Bob WeberRobert Weber, a consultant on DRM matters, concedes that the Digital Consumers’ Rights Act of 2005 should require labeling of DRMed CDs. Good idea! I’d certainly welcome this for e-books. Alas, he does not want the DMCA changed to allow for fair use such as backups.

Hey, come on, Bob. In my case alone the vendors of e-books have lost hundreds of dollars over the years and perhaps even thousands. I’m anti-piracy. I just try not to buy the damn things without the ability to make reliable backups for personal use. Proprietary formats are scary enough for those wishing to own e-books for real. The last thing in the world we need is Big Bro telling us we can’t circumvent DRM even to make backups. Most consumers aren’t as aware of those issues as I am, but in their guts they understand how ephemeral e-books are, especially with here-today-gone-tomorrow proprietary formats. No wonder that e-books–to use the words of IDPF director Nick Bogaty–appeal just to “enthusiasts”! As Nick acknowledges, sales are indeed “miniscule.” Here in the states they’re in the tens of millions, just a speck of the many billions spent on p-books, and today’s DRM is no small reason for this. The Harry Potter farce, where the publishers used the ultimate DRM, no e-book edition, shows the absurb logic of DRM zealots. What’s the point when paper copies can be scanned a la Potter? I can see a “DRM Lite” (with liberal backup “privileges”) in use to keep honest people honest, but not the consumer-hostile varieties. DRM overkill, not piracy, is the real problem confronting major publishers, who, however, will suffer more losses to pirates if they avoid e-books or use DRM to subtract value from legitimate editions.

If we’re going to have DRM, at least do it right. Allow customers to be able to make their own backups and also retrieve backups from a central database. Legally and technically we need both features for maximum protection for consumers. As I said, the cause of absolute protection for content providers is hopeless, given the existence of OCRing of paper editions, so we might as well value consumer convenience over absolute bullet-proofing.

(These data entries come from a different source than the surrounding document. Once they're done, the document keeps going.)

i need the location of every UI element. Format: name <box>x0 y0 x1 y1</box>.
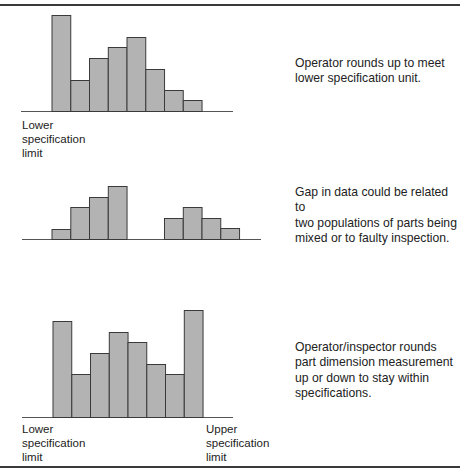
note-chart-2: Gap in data could be related to two popu… <box>295 185 460 246</box>
histogram-bar <box>184 311 203 418</box>
histogram-bar <box>147 365 166 418</box>
histogram-bar <box>221 229 240 240</box>
histogram-bar <box>127 38 146 112</box>
histogram-bar <box>71 208 90 240</box>
histogram-both-limits <box>22 311 233 418</box>
histogram-bar <box>108 187 127 240</box>
histogram-bar <box>165 91 184 112</box>
histogram-bar <box>108 48 127 112</box>
upper-spec-limit-label-3: Upper specification limit <box>206 422 269 464</box>
histogram-bar <box>183 101 202 112</box>
histogram-bar <box>146 70 165 112</box>
note-chart-3: Operator/inspector rounds part dimension… <box>295 340 460 401</box>
histogram-bar <box>202 219 221 240</box>
histogram-bar <box>91 354 110 418</box>
histogram-bar <box>52 230 71 240</box>
histogram-bar <box>53 322 72 418</box>
histogram-bar <box>90 59 109 112</box>
note-chart-1: Operator rounds up to meet lower specifi… <box>295 56 460 87</box>
histogram-bar <box>52 16 71 112</box>
lower-spec-limit-label-3: Lower specification limit <box>22 422 85 464</box>
histogram-lower-skew <box>21 16 233 112</box>
histogram-bar <box>128 343 147 418</box>
bottom-rule <box>0 466 460 468</box>
histogram-bar <box>90 198 109 240</box>
histogram-bar <box>72 375 91 418</box>
histogram-bimodal-gap <box>22 187 261 240</box>
histogram-bar <box>109 333 128 418</box>
histogram-bar <box>166 375 185 418</box>
histogram-bar <box>71 81 90 112</box>
lower-spec-limit-label-1: Lower specification limit <box>22 118 85 160</box>
histogram-bar <box>165 219 184 240</box>
histogram-bar <box>183 208 202 240</box>
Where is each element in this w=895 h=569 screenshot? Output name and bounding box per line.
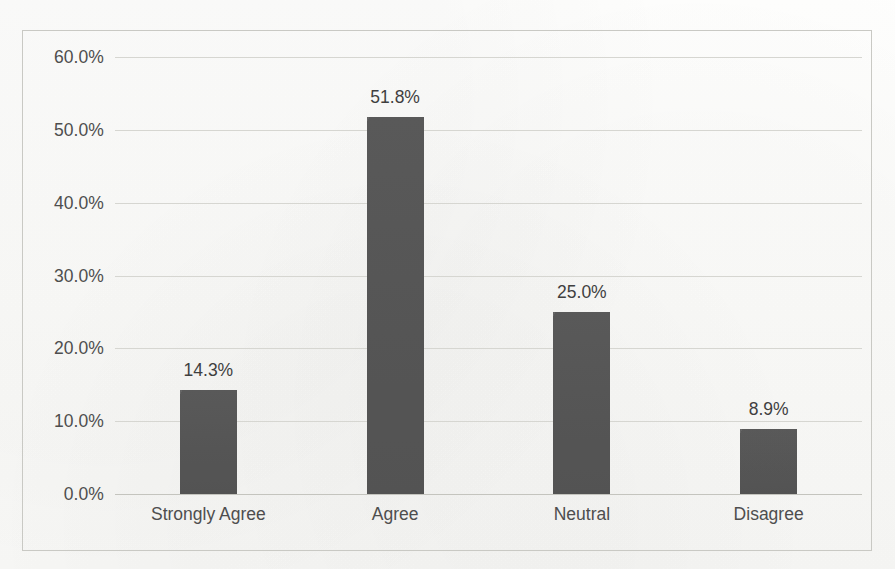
x-axis-category-label: Neutral — [554, 504, 610, 525]
x-axis-category-label: Agree — [372, 504, 419, 525]
bar-chart-figure: 0.0%10.0%20.0%30.0%40.0%50.0%60.0% 14.3%… — [0, 0, 895, 569]
x-axis-category-label: Disagree — [734, 504, 804, 525]
x-axis-label-group: Strongly AgreeAgreeNeutralDisagree — [0, 0, 895, 569]
x-axis-category-label: Strongly Agree — [151, 504, 266, 525]
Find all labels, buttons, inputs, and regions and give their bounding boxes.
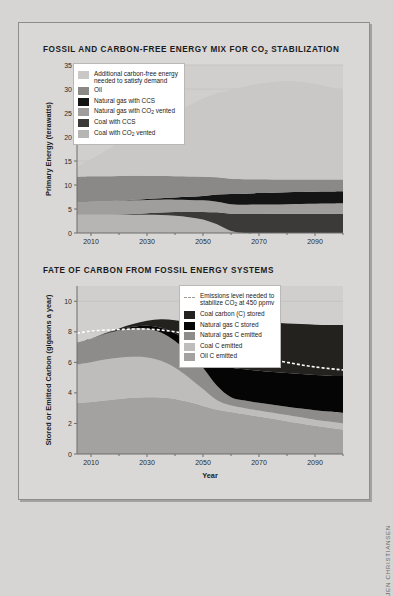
legend-label: Natural gas C emitted [200,331,262,339]
legend-item: Natural gas C stored [184,321,274,330]
y-tick-label: 5 [68,206,72,213]
legend-item: Natural gas with CCS [78,97,178,106]
y-tick-label: 6 [68,359,72,366]
legend-item: Emissions level needed tostabilize CO2 a… [184,292,274,309]
y-tick-label: 10 [64,298,72,305]
legend-swatch-icon [78,98,89,106]
legend-label: Additional carbon-free energyneeded to s… [94,70,178,85]
legend-label: Natural gas with CO2 vented [94,107,175,117]
y-tick-label: 10 [64,182,72,189]
x-tick-label: 2070 [251,238,267,245]
y-tick-label: 0 [68,230,72,237]
artist-credit: JEN CHRISTIANSEN [384,525,391,596]
legend-swatch-icon [184,343,195,351]
legend-item: Oil C emitted [184,352,274,361]
y-tick-label: 30 [64,86,72,93]
top-chart-title: FOSSIL AND CARBON-FREE ENERGY MIX FOR CO… [43,45,340,55]
legend-swatch-icon [184,332,195,340]
legend-swatch-icon [184,322,195,330]
legend-item: Natural gas with CO2 vented [78,107,178,117]
x-tick-label: 2050 [195,459,211,466]
y-tick-label: 15 [64,158,72,165]
x-tick-label: 2010 [83,459,99,466]
x-axis-title: Year [202,471,218,480]
legend-label: Oil [94,86,102,94]
legend-item: Oil [78,86,178,95]
y-tick-label: 35 [64,62,72,69]
legend-swatch-icon [78,87,89,95]
legend-item: Coal with CO2 vented [78,129,178,139]
legend-swatch-icon [78,108,89,116]
x-tick-label: 2090 [307,459,323,466]
legend-swatch-icon [184,353,195,361]
legend-label: Coal with CO2 vented [94,129,155,139]
legend-swatch-icon [78,119,89,127]
y-axis-title: Stored or Emitted Carbon (gigatons a yea… [44,294,53,446]
energy-mix-legend: Additional carbon-free energyneeded to s… [73,63,185,145]
x-tick-label: 2010 [83,238,99,245]
legend-label: Oil C emitted [200,352,237,360]
y-tick-label: 8 [68,328,72,335]
legend-swatch-icon [78,130,89,138]
legend-label: Natural gas with CCS [94,97,155,105]
legend-label: Emissions level needed tostabilize CO2 a… [200,292,274,309]
x-tick-label: 2050 [195,238,211,245]
y-tick-label: 0 [68,451,72,458]
legend-label: Natural gas C stored [200,321,259,329]
legend-item: Coal carbon (C) stored [184,310,274,319]
y-tick-label: 25 [64,110,72,117]
legend-item: Additional carbon-free energyneeded to s… [78,70,178,85]
legend-item: Natural gas C emitted [184,331,274,340]
x-tick-label: 2030 [139,459,155,466]
x-tick-label: 2070 [251,459,267,466]
legend-label: Coal C emitted [200,342,242,350]
legend-label: Coal with CCS [94,118,136,126]
legend-item: Coal C emitted [184,342,274,351]
carbon-fate-legend: Emissions level needed tostabilize CO2 a… [179,285,281,368]
y-axis-title: Primary Energy (terawatts) [44,101,53,196]
figure-panel: FOSSIL AND CARBON-FREE ENERGY MIX FOR CO… [18,22,370,500]
x-tick-label: 2030 [139,238,155,245]
legend-label: Coal carbon (C) stored [200,310,265,318]
x-tick-label: 2090 [307,238,323,245]
legend-swatch-icon [184,297,195,298]
legend-swatch-icon [78,71,89,79]
y-tick-label: 20 [64,134,72,141]
y-tick-label: 2 [68,420,72,427]
legend-swatch-icon [184,311,195,319]
bottom-chart-title: FATE OF CARBON FROM FOSSIL ENERGY SYSTEM… [43,266,274,275]
legend-item: Coal with CCS [78,118,178,127]
y-tick-label: 4 [68,389,72,396]
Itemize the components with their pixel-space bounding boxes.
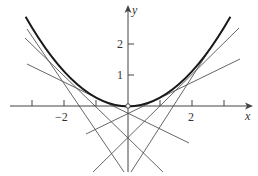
x-tick-label-2: 2	[188, 110, 194, 124]
y-axis-label: y	[131, 3, 138, 17]
parabola-tangent-diagram: −2 2 1 2 x y	[0, 0, 258, 176]
axes	[10, 8, 250, 172]
tangent-line-a-2	[93, 28, 239, 172]
y-tick-label-1: 1	[117, 68, 123, 82]
y-tick-label-2: 2	[117, 37, 123, 51]
origin-open-circle	[126, 104, 130, 108]
tangent-line-a-neg3	[27, 29, 124, 172]
x-axis-label: x	[244, 109, 251, 123]
x-tick-label-neg2: −2	[55, 110, 68, 124]
tangent-lines	[25, 24, 240, 172]
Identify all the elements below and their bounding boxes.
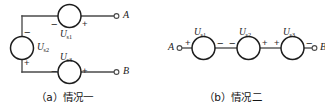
polarity-us1-left: + <box>185 38 191 48</box>
source-symbol-us1 <box>192 37 215 60</box>
polarity-us2-top: − <box>24 27 30 38</box>
polarity-us3-left: − <box>51 66 57 77</box>
source-symbol-us1 <box>58 5 81 28</box>
terminal-label-a: A <box>123 10 129 20</box>
terminal-label-b: B <box>320 42 325 52</box>
source-symbol-us3 <box>58 61 81 84</box>
polarity-us1-right: − <box>217 38 223 49</box>
source-label-us2: Us2 <box>37 43 49 53</box>
source-label-us1: Us1 <box>194 28 206 38</box>
terminal-dot-b <box>312 46 317 51</box>
terminal-label-a: A <box>168 42 174 52</box>
figure-root: Us1 − + Us2 − + Us3 − + A B （a）情况一 <box>0 0 325 110</box>
terminal-label-b: B <box>123 66 129 76</box>
polarity-us3-left: + <box>274 38 280 48</box>
panel-a-caption: （a）情况一 <box>36 89 94 104</box>
source-label-us3: Us3 <box>60 53 72 63</box>
source-symbol-us2 <box>237 37 260 60</box>
source-symbol-us2 <box>11 37 34 60</box>
terminal-dot-b <box>114 70 119 75</box>
source-label-us1: Us1 <box>60 30 72 40</box>
panel-b-caption: （b）情况二 <box>204 89 262 104</box>
source-label-us3: Us3 <box>283 28 295 38</box>
source-symbol-us3 <box>281 37 304 60</box>
source-label-us2: Us2 <box>239 28 251 38</box>
terminal-dot-a <box>177 46 182 51</box>
polarity-us2-bottom: + <box>24 58 30 68</box>
polarity-us2-left: − <box>229 38 235 49</box>
circuit-panel-a: Us1 − + Us2 − + Us3 − + A B （a）情况一 <box>0 0 162 110</box>
terminal-dot-a <box>114 14 119 19</box>
circuit-panel-b: Us1 + − Us2 − + Us3 + − A B （b）情况二 <box>162 0 325 110</box>
polarity-us1-left: − <box>51 19 57 30</box>
polarity-us3-right: − <box>306 38 312 49</box>
polarity-us3-right: + <box>82 66 88 76</box>
polarity-us2-right: + <box>262 38 268 48</box>
polarity-us1-right: + <box>82 19 88 29</box>
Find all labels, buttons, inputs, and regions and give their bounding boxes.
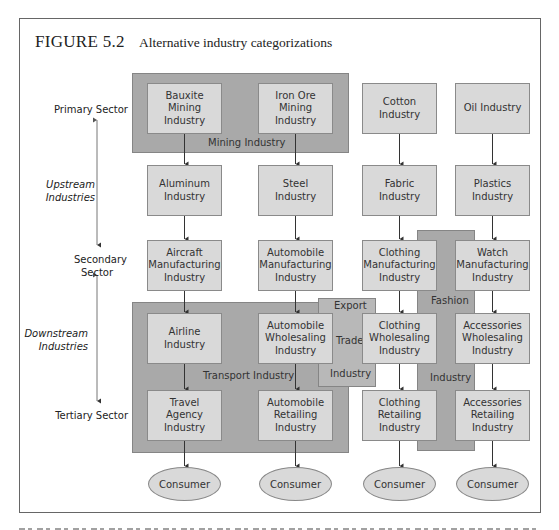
industry-node: Accessories Wholesaling Industry [455,313,530,364]
industry-node: Airline Industry [147,313,222,364]
industry-node: Clothing Manufacturing Industry [362,240,437,291]
cropped-text-below [19,524,539,530]
consumer-node: Consumer [148,467,221,501]
industry-node: Automobile Manufacturing Industry [258,240,333,291]
consumer-node: Consumer [363,467,436,501]
downstream-industries-label: Downstream Industries [18,328,88,353]
industry-node: Travel Agency Industry [147,390,222,441]
transport-industry-label: Transport Industry [203,370,294,381]
secondary-sector-label: Secondary Sector [74,254,120,279]
primary-sector-label: Primary Sector [54,104,128,117]
industry-node: Automobile Retailing Industry [258,390,333,441]
industry-node: Bauxite Mining Industry [147,83,222,134]
export-trade-label-industry: Industry [330,368,371,379]
industry-node: Automobile Wholesaling Industry [258,313,333,364]
export-trade-label-trade: Trade [336,335,363,346]
industry-node: Clothing Retailing Industry [362,390,437,441]
mining-industry-label: Mining Industry [208,137,286,148]
consumer-node: Consumer [456,467,529,501]
industry-node: Cotton Industry [362,83,437,134]
industry-node: Aluminum Industry [147,165,222,216]
industry-node: Fabric Industry [362,165,437,216]
consumer-node: Consumer [259,467,332,501]
industry-node: Watch Manufacturing Industry [455,240,530,291]
industry-node: Iron Ore Mining Industry [258,83,333,134]
fashion-industry-label: Industry [430,372,471,383]
industry-node: Steel Industry [258,165,333,216]
industry-node: Clothing Wholesaling Industry [362,313,437,364]
industry-node: Oil Industry [455,83,530,134]
industry-node: Accessories Retailing Industry [455,390,530,441]
export-trade-label-export: Export [334,300,367,311]
industry-node: Aircraft Manufacturing Industry [147,240,222,291]
fashion-label: Fashion [431,295,469,306]
industry-node: Plastics Industry [455,165,530,216]
tertiary-sector-label: Tertiary Sector [55,410,128,423]
upstream-industries-label: Upstream Industries [25,179,95,204]
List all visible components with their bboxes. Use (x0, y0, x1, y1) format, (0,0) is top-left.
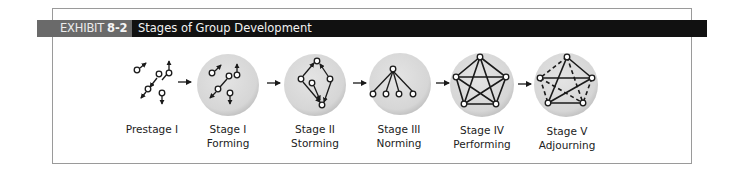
stage-2-diagram (284, 54, 346, 116)
stage-label-5: Stage V Adjourning (522, 124, 612, 152)
stage-phase: Adjourning (522, 138, 612, 152)
stage-label-2: Stage II Storming (270, 122, 360, 150)
stage-name: Stage V (522, 124, 612, 138)
stage-diagram (0, 0, 744, 178)
stage-label-1: Stage I Forming (183, 122, 273, 150)
prestage-diagram (134, 61, 172, 104)
stage-phase: Forming (183, 136, 273, 150)
stage-phase: Storming (270, 136, 360, 150)
stage-3-diagram (369, 53, 431, 115)
stage-label-3: Stage III Norming (354, 122, 444, 150)
stage-4-diagram (450, 53, 514, 117)
stage-1-diagram (197, 54, 259, 116)
stage-name: Stage I (183, 122, 273, 136)
stage-name: Stage II (270, 122, 360, 136)
stage-label-4: Stage IV Performing (437, 123, 527, 151)
stage-name: Stage IV (437, 123, 527, 137)
stage-5-diagram (534, 53, 598, 117)
stage-name: Stage III (354, 122, 444, 136)
stage-phase: Performing (437, 137, 527, 151)
stage-phase: Norming (354, 136, 444, 150)
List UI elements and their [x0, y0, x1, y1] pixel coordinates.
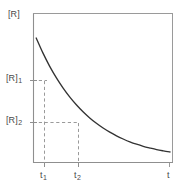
x-axis-ticks: [45, 163, 170, 167]
decay-curve: [36, 38, 170, 152]
y-axis-label: [R]: [8, 10, 20, 19]
plot-frame: [33, 13, 173, 163]
r1-value-label: [R]1: [6, 74, 22, 84]
decay-curve-plot: [0, 0, 195, 195]
r2-value-label: [R]2: [6, 116, 22, 126]
chart-figure: [R] [R]1 [R]2 t1 t2 t: [0, 0, 195, 195]
x-axis-label: t: [167, 171, 170, 180]
t2-value-label: t2: [74, 171, 81, 181]
t1-value-label: t1: [40, 171, 47, 181]
guide-lines: [33, 81, 79, 164]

What’s more–this is a similar but not the same issue–consumers should be able to download updated formats for free for newer machines, when they upgrade. You don’t have to keep buying copies of paper books again and again in different formats. Same concept should apply to the e-variety. I hope that Bob and other DRM boosters will show sensivity to those questions if they indeed see e-books as a serious medium.

Standardization of a core e-book format and DRM could help, of course, in achieving the above goal and others.. OpenReader, anyone? Meanwhile I hope that a reasonable guy like Bob, especially post-Potter farce, will reconsider his opposition to fair-use rights.

Related: Australian court rules against Kazaa, from Bob Weber’s blog.

3 COMMENTS

  1. Please, please, please…
    speaking of DRM give the message that those system manage (digital or digitaly, I don’t really know) rights.
    But this is false. Where are the right of the public. Where is the automatic public domain attribution of the work after the end of the legal protection, where are the differents rights for differents locals,how can the buyer resale the work (first sale doctrine…) ?????
    It is not DRM, it is Customers Rights Removal.

  2. Exactly! People will buy DRMed e-books but prefer to patronize good publishers without Draconian restrictions. I think that in the interest of compromise with the content providers, DRM should be an option and carried out in good faith. But in the end, as I see it, the marketplace will speak. As Roger Sperberg and others have noted, DRM takes away value from a customer’s perspective! It is no small reason why e-book sales are in the toilet. I think that publishers and software companies will fare better if relieved if this burden.